PIRSA:25060018

Randomizing excitations of half-BPS states gives near-extremal black holes

APA

Verheijden, E. (2025). Randomizing excitations of half-BPS states gives near-extremal black holes. Perimeter Institute for Theoretical Physics. https://pirsa.org/25060018

MLA

Verheijden, Evita. Randomizing excitations of half-BPS states gives near-extremal black holes. Perimeter Institute for Theoretical Physics, Jun. 24, 2025, https://pirsa.org/25060018

BibTex

          @misc{ scivideos_PIRSA:25060018,
            doi = {10.48660/25060018},
            url = {https://pirsa.org/25060018},
            author = {Verheijden, Evita},
            keywords = {Quantum Gravity, Quantum Information},
            language = {en},
            title = {Randomizing excitations of half-BPS states gives near-extremal black holes},
            publisher = {Perimeter Institute for Theoretical Physics},
            year = {2025},
            month = {jun},
            note = {PIRSA:25060018 see, \url{https://scivideos.org/index.php/pirsa/25060018}}
          }
          
Talk numberPIRSA:25060018
Source RepositoryPIRSA
Collection

Abstract

I will discuss a concrete realization in N=4 SYM of the mechanism of cryptographic censorship: that sufficiently random time evolution in a holographic CFT incurs an event horizon in the bulk dual. I will show that perturbing half-BPS states by randomly distributing a large number of defects on them corresponds in the gravitational dual to exciting an extremal (horizonless) black hole to near-extremality. This random distribution of defects corresponds to acting with a typical random isometry on the half-BPS subspace. This allows us to interpret this process in the field theory as an extension of cryptographic censorship.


What is needed here is an exact copy of every record below.
***** WORKING DATA *****
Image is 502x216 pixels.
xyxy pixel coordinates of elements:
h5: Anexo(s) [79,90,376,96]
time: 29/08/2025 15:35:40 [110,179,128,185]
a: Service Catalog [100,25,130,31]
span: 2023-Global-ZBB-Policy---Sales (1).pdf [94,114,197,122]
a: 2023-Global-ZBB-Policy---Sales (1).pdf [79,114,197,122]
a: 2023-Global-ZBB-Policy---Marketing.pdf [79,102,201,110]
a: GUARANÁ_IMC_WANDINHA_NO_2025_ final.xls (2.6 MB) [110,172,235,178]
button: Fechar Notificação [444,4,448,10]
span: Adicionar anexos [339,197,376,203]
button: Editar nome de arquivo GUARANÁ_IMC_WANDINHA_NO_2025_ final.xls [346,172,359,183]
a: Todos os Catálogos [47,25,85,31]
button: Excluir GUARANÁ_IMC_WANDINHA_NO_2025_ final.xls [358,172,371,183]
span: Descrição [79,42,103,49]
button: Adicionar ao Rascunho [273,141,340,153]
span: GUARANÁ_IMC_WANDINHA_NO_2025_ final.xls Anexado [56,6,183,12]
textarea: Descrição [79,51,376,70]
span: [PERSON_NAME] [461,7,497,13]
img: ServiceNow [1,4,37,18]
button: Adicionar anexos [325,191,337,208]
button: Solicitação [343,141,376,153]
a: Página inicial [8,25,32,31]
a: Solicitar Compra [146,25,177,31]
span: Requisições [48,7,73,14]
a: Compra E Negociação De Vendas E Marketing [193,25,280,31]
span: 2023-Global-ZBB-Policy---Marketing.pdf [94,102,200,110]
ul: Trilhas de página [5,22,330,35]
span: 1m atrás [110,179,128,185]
*****
- [SOLUTION BELOW]
Image is 502x216 pixels.
xyxy pixel coordinates of elements:
h5: Anexo(s) [79,90,376,96]
time: 29/08/2025 15:35:40 [110,179,128,185]
a: Service Catalog [100,25,130,31]
span: 2023-Global-ZBB-Policy---Sales (1).pdf [94,114,197,122]
a: 2023-Global-ZBB-Policy---Sales (1).pdf [79,114,197,122]
a: 2023-Global-ZBB-Policy---Marketing.pdf [79,102,201,110]
a: GUARANÁ_IMC_WANDINHA_NO_2025_ final.xls (2.6 MB) [110,172,235,178]
button: Fechar Notificação [444,4,448,10]
span: Adicionar anexos [339,197,376,203]
button: Editar nome de arquivo GUARANÁ_IMC_WANDINHA_NO_2025_ final.xls [346,172,359,183]
a: Todos os Catálogos [47,25,85,31]
button: Excluir GUARANÁ_IMC_WANDINHA_NO_2025_ final.xls [358,172,371,183]
span: Descrição [79,42,103,49]
button: Adicionar ao Rascunho [273,141,340,153]
span: GUARANÁ_IMC_WANDINHA_NO_2025_ final.xls Anexado [56,6,183,12]
textarea: Descrição [79,51,376,70]
span: [PERSON_NAME] [461,7,497,13]
img: ServiceNow [1,4,37,18]
button: Adicionar anexos [325,191,337,208]
button: Solicitação [343,141,376,153]
a: Página inicial [8,25,32,31]
a: Solicitar Compra [146,25,177,31]
span: Requisições [48,7,73,14]
a: Compra E Negociação De Vendas E Marketing [193,25,280,31]
span: 2023-Global-ZBB-Policy---Marketing.pdf [94,102,200,110]
ul: Trilhas de página [5,22,330,35]
span: 1m atrás [110,179,128,185]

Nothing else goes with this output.